In Honor of Those Who Resist
- Aslam Abdullah
- 5 hours ago
- 3 min read
Inspired by Imran Khan and Habib Jalib
I am not from Pakistan, but people like where I was born have been punished for it. Yet, I admire not its army, not its nuclear, not its tanks, not its power elites, but those who resist tyranny. It is a tribue to them.
Every age invents its own lamps—lamps that shine brightly, but only inside mansions. They illuminate marble halls while leaving entire streets in darkness. They are celebrated as symbols of progress, stability, and order, yet their light never reaches the hungry, the silenced, or the imprisoned. We are told to revere these lamps, to greet their glow with gratitude. But those who resist know better. A light that serves only a few is not illumination; it is exclusion, refined into ritual.

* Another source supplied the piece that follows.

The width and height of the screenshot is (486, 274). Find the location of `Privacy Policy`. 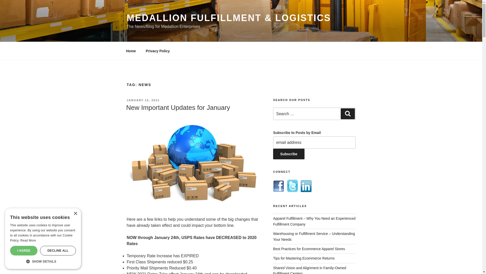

Resistance begins with refusal. It begins with the courage to say no— not loudly at first, but clearly. No to traditions that protect themselves by hiding beneath the shadow of self-interest. No to mornings declared bright while the majority wake in despair. No to inherited systems that demand reverence without justice. That dark morning, dressed in heritage and order, asks for our obedience. We refuse it. We do not greet it.
Power has always relied on fear— fear of prisons, fear of authority, fear of isolation. Yet those who resist are no longer afraid of the powers that be. They understand that fear is the final currency of unjust rule, and once it loses value, authority collapses inward. The walls of prisons, meant to terrify, stand powerlessly before a conscience that has already chosen truth over safety. Stone cannot silence what conviction has already liberated.
To resist is to recognize that oppression has a language and ignorance has a night. Oppression speaks fluently—through decrees, through headlines, through rehearsed assurances that everything is improving. Ignorance spreads like darkness, asking only that people stop asking questions. The resister refuses both. They refuse to defer to oppression’s grammar or acknowledge ignorance as destiny.
We are repeatedly told that the branches are full of flowers, that the thirsty have been given water, and that the wounds of the heart are finally being healed. But those who resist recognize the cruelty of such claims when spoken in a land of thirst, hunger, and unhealed grief. These declarations are not errors; they are deliberate lies. They are a plunder of reason itself—a theft that asks the suffering to doubt their own pain. Resistance is the insistence that reality matters more than official narratives.
For centuries, peace has been looted and renamed. What once belonged to all has been seized, regulated, and rationed, while the act of taking is disguised as governance. Silence is sold as stability. Endurance is mistaken for consent. But spells do not last forever. There comes a moment when language loses its magic, when promises no longer hypnotize, when people begin to see that those claiming to heal are often the source of the wound.
Resistance exposes this deception. It asks a simple, dangerous question: If you are healers, why does the pain persist? And when the answer is evasion, denial, or blame, the truth becomes unavoidable. You are no healer. You are the injury pretending to offer a cure.
Those who resist know they may stand alone. They know that many will agree with power, not because it is right, but because agreement feels safer than dissent. Still, resistance does not measure itself by numbers. It measures itself by integrity. Even if many accept the lie, the resister disagrees. Even if surrender is popular, the resister does not concede.
This cry of resistance is not merely anger—it is memory, conscience, and hope refusing erasure. It is the voice that says: we have seen enough to know better, and we have endured enough to refuse silence. We will not bow before injustice dressed as law. We will not call darkness light. We will not mistake fear for peace.
To resist, finally, is not to deny reality but to insist on it. It is to stand where truth is uncomfortable and say: this ends with us.


A true portrait of integrity and moral clarity.